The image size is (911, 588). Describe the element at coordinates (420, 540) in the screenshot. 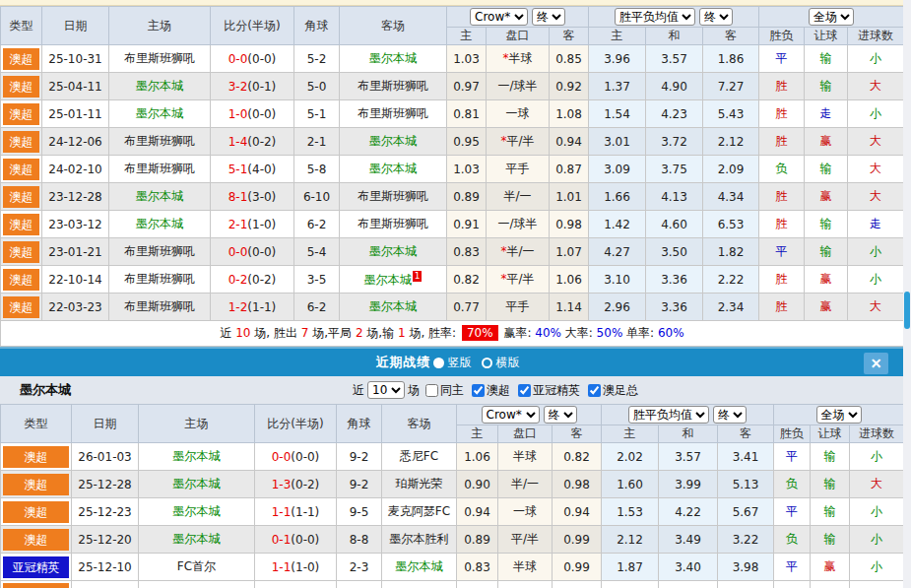

I see `away-team: 墨尔本胜利` at that location.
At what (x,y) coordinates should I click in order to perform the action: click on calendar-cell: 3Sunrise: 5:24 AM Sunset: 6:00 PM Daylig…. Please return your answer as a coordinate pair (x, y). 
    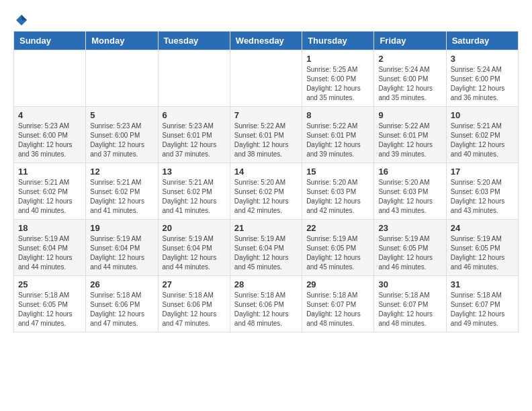
    Looking at the image, I should click on (482, 79).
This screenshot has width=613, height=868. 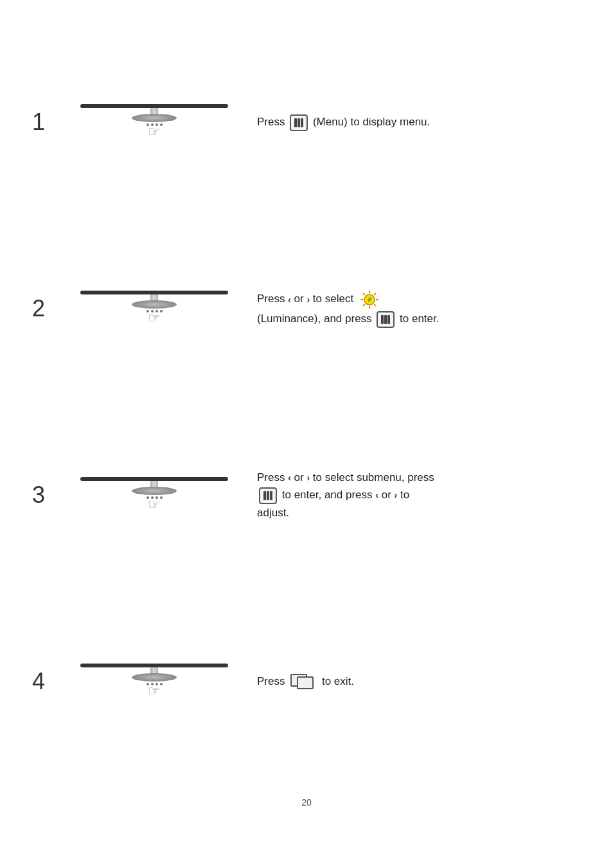 What do you see at coordinates (335, 300) in the screenshot?
I see `to-select-text: to select` at bounding box center [335, 300].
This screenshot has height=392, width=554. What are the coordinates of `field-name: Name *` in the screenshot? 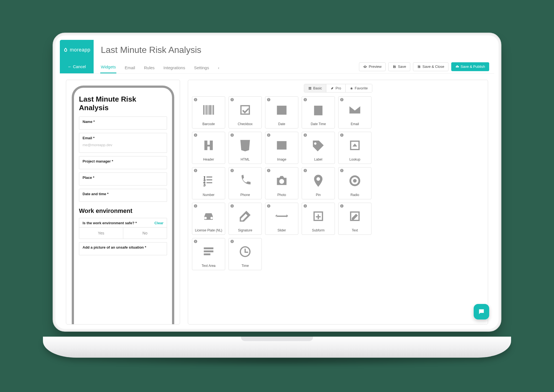 It's located at (123, 123).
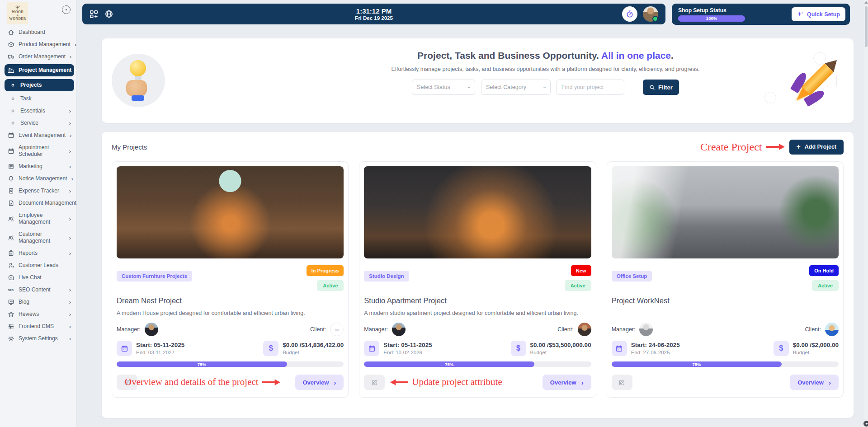 This screenshot has width=868, height=427. I want to click on sidebar-item-essentials: Essentials›, so click(39, 111).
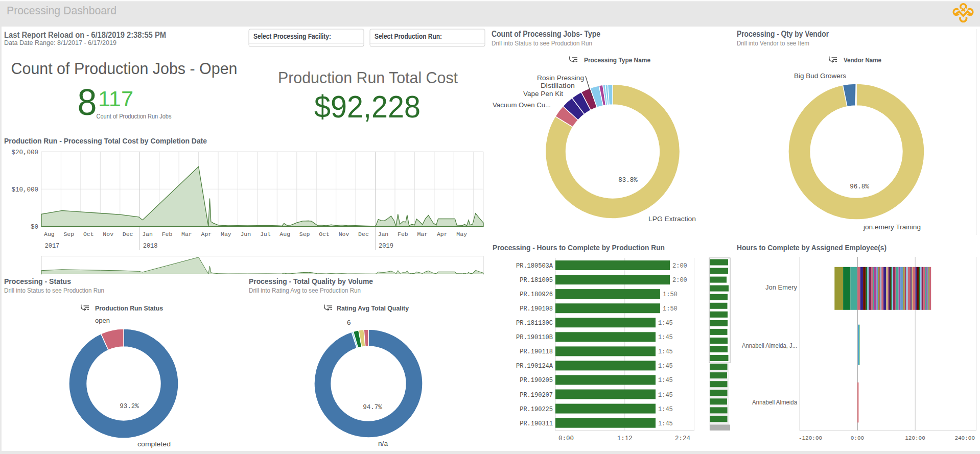  I want to click on svg-text: 96.8%, so click(859, 187).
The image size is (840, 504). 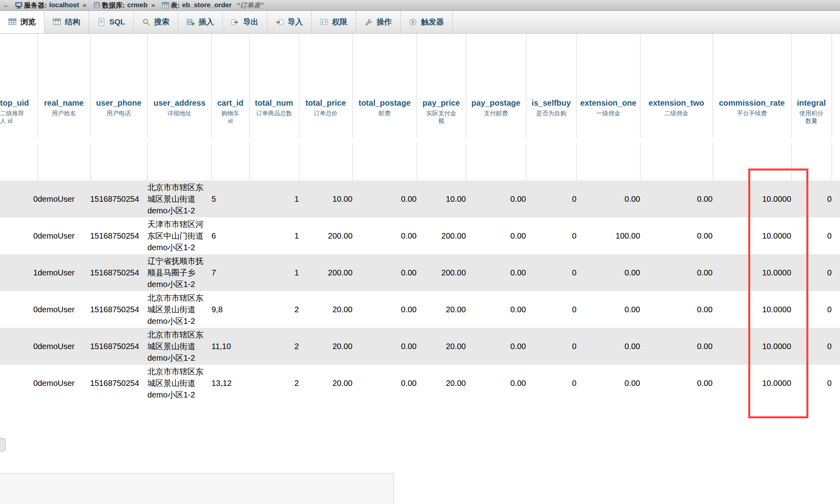 I want to click on cell-pay_price: 10.00, so click(x=441, y=199).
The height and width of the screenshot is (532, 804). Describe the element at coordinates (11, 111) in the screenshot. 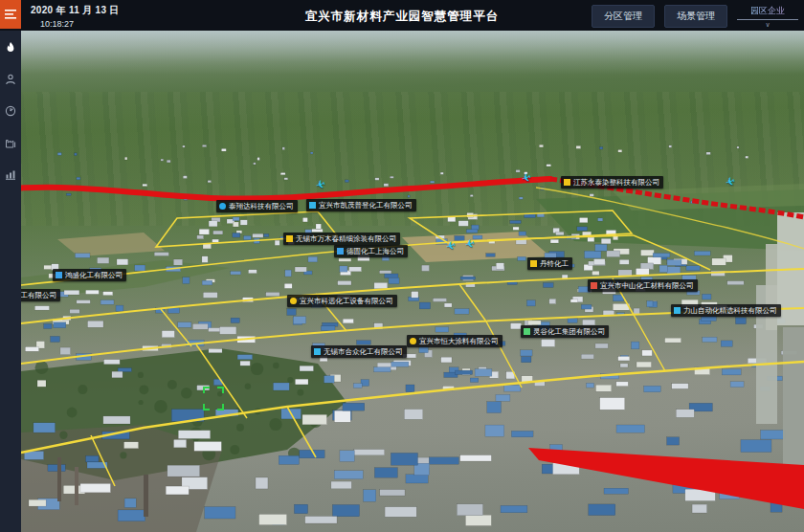

I see `gauge-icon` at that location.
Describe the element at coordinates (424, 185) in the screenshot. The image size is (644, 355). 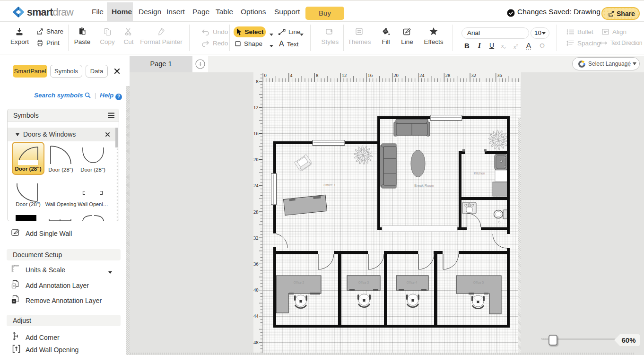
I see `svg-text: Break Room` at that location.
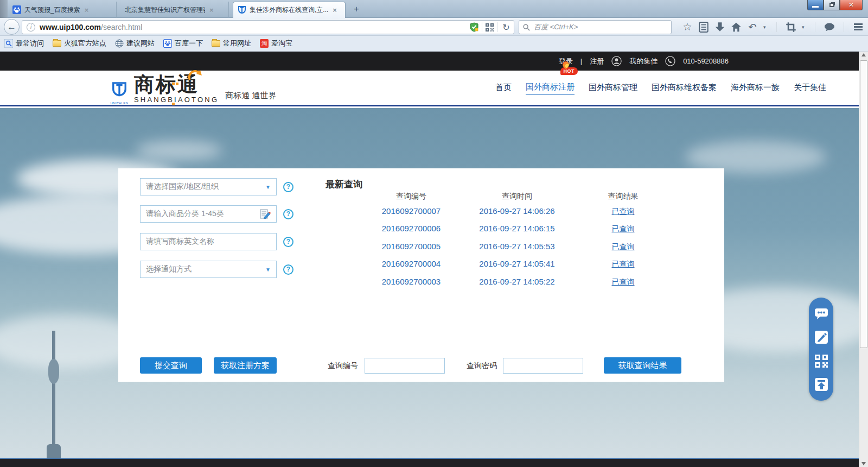 The height and width of the screenshot is (467, 868). Describe the element at coordinates (752, 27) in the screenshot. I see `undo-icon: ↶` at that location.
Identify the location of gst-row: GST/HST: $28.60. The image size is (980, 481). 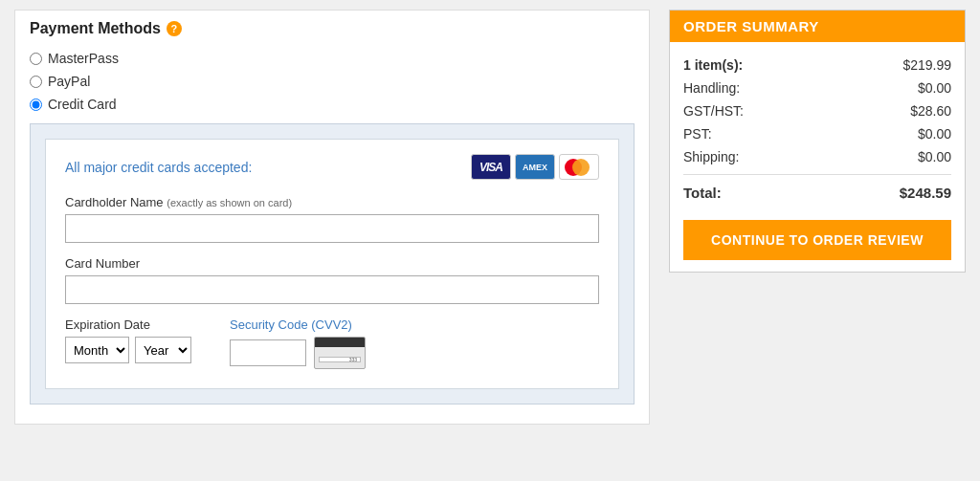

+++

[Problem]: Of the entries above, print exactly those lines that run from the one containing "Describe the element at coordinates (424, 185)" through the last line, excluding any pictures.

[Exercise solution]:
Describe the element at coordinates (424, 185) in the screenshot. The image size is (644, 355). 
I see `svg-text: Break Room` at that location.
 The height and width of the screenshot is (467, 868). Describe the element at coordinates (752, 27) in the screenshot. I see `undo-icon: ↶` at that location.
Identify the location of gst-row: GST/HST: $28.60. The image size is (980, 481). 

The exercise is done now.